Patients with non-pulsatile tinnitus often complain of hearing a ringing, buzzing, whooshing, hissing, clicking, roaring or whistling sound that no one else around them can hear.
Pulsatile Tinnitus Symptoms
In contrast, the sounds you hear in your head when you have pulsatile tinnitus, are those of a human heartbeat or pulse. This can easily be validated by checking your own pulse at the same time as listening to your tinnitus. Some people only hear it in one ear, while others hear it both.
Pulsatile Tinnitus Causes
Being able to successfully identify the cause of your tinnitus a rare event, but it gets slightly easier if you have pulsatile tinnitus. This is due to the fact that the heartbeat sound you hear with this form of objective tinnitus is often being generated by a change in blood flow in the large arteries and veins in the neck and base of the skull, as well as the smaller veins that are in your ear.
This change in blood flow can be caused by strenuous exercise or pregnancy, which can cause blood flow to increase dramatically in the body. The faster your blood flows through your body, the more sound it makes. Severe anaemia or an overactive thyroid gland have also been shown to increase blood flow enough to cause pulsatile tinnitus.
However, the most common cause of pulsatile tinnitus is a condition known as atherosclerosis, in which natural aging, combined with a buildup of cholesterol and other deposits, causes the major blood vessels close to your inner ear and middle ear to lose some of their elasticity. This new lack of elactisity prevents the blood vessels from expanding oh so slightly with each and every heartbeat, resulting in the blood having to be forced through the vessels, which makes it easier for your ears to detect the beats.
There are also rare occurrences of a single blood vessel or a group of blood vessels experiencing increased blood flow that the rest of the body is not experiencing. This can cause pulsatile tinnitus when that blood flow is occurring adjacent to the structures of your middle ear.
Another potential cause of this localized increased flow of blood could be due to a benign tumor known as an acoustic neuroma (AKA vestibular schwannoma). These tumors, although very rare, can cause the development of abnormal blood vessels which can result in pulsatile tinnitus.
Pulsatile Tinnitus Treatment Options
While there may be no cure for tinnitus, there are a multitude of pulsatile tinnitus treatments available to us these days that make the heartbeat sound you hear dissipate dramatically.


Search the entries below for "At what (x,y)". Give that line and all the lines after it again, exactly, through the last, without pictures.
Input material below:
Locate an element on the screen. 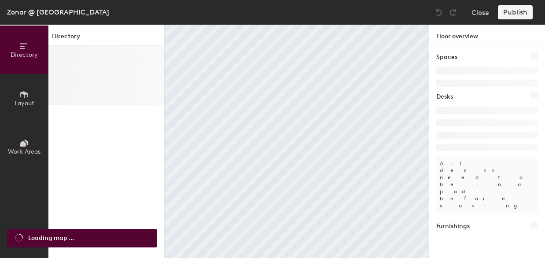 The height and width of the screenshot is (258, 545). h1: Spaces is located at coordinates (447, 57).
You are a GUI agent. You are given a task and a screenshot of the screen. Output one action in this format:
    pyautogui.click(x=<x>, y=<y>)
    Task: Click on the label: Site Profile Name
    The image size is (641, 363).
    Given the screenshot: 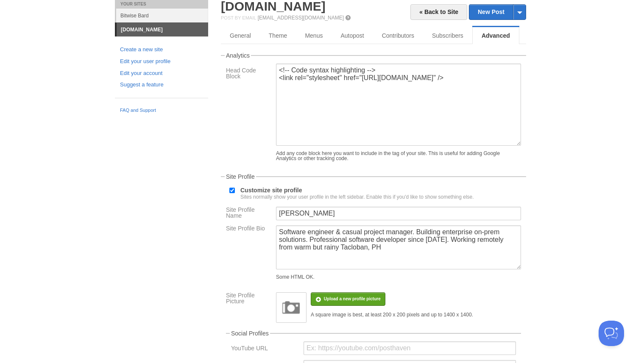 What is the action you would take?
    pyautogui.click(x=248, y=214)
    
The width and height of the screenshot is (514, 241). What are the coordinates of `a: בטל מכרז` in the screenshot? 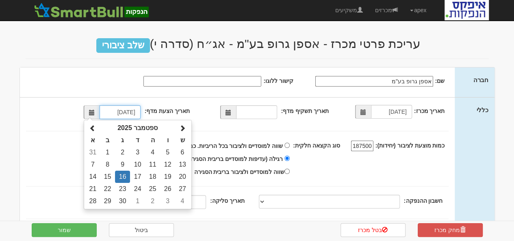 It's located at (373, 230).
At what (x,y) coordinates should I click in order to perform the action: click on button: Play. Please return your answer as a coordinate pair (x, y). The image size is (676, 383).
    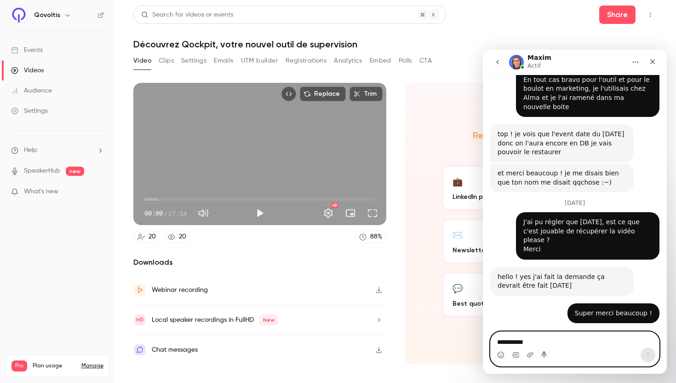
    Looking at the image, I should click on (260, 213).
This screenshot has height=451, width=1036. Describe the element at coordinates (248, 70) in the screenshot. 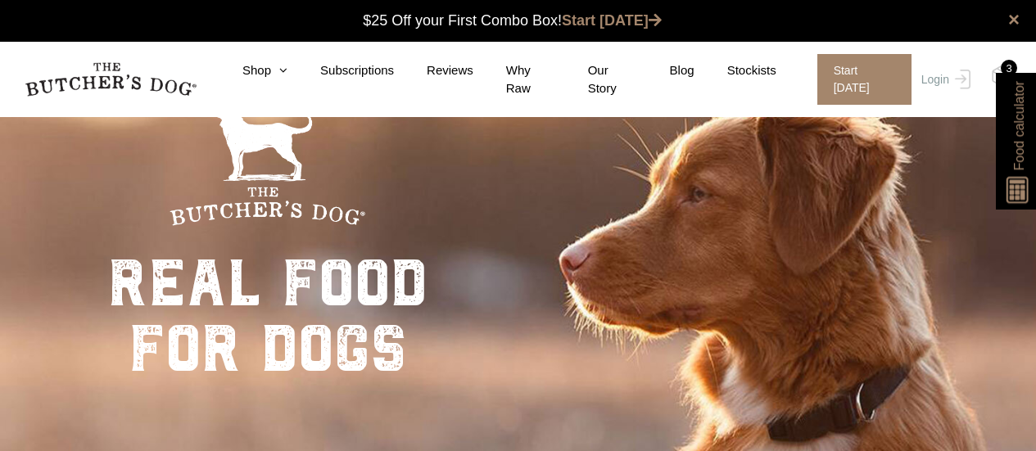

I see `a: Shop` at that location.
End of Input material.
• **Answer box**:
At what (x,y) coordinates should I click in order to perform the action: click on button: Play. Please return your answer as a coordinate pair (x, y). The image size is (676, 383).
    Looking at the image, I should click on (260, 213).
This screenshot has height=451, width=1036. Describe the element at coordinates (248, 70) in the screenshot. 

I see `a: Shop` at that location.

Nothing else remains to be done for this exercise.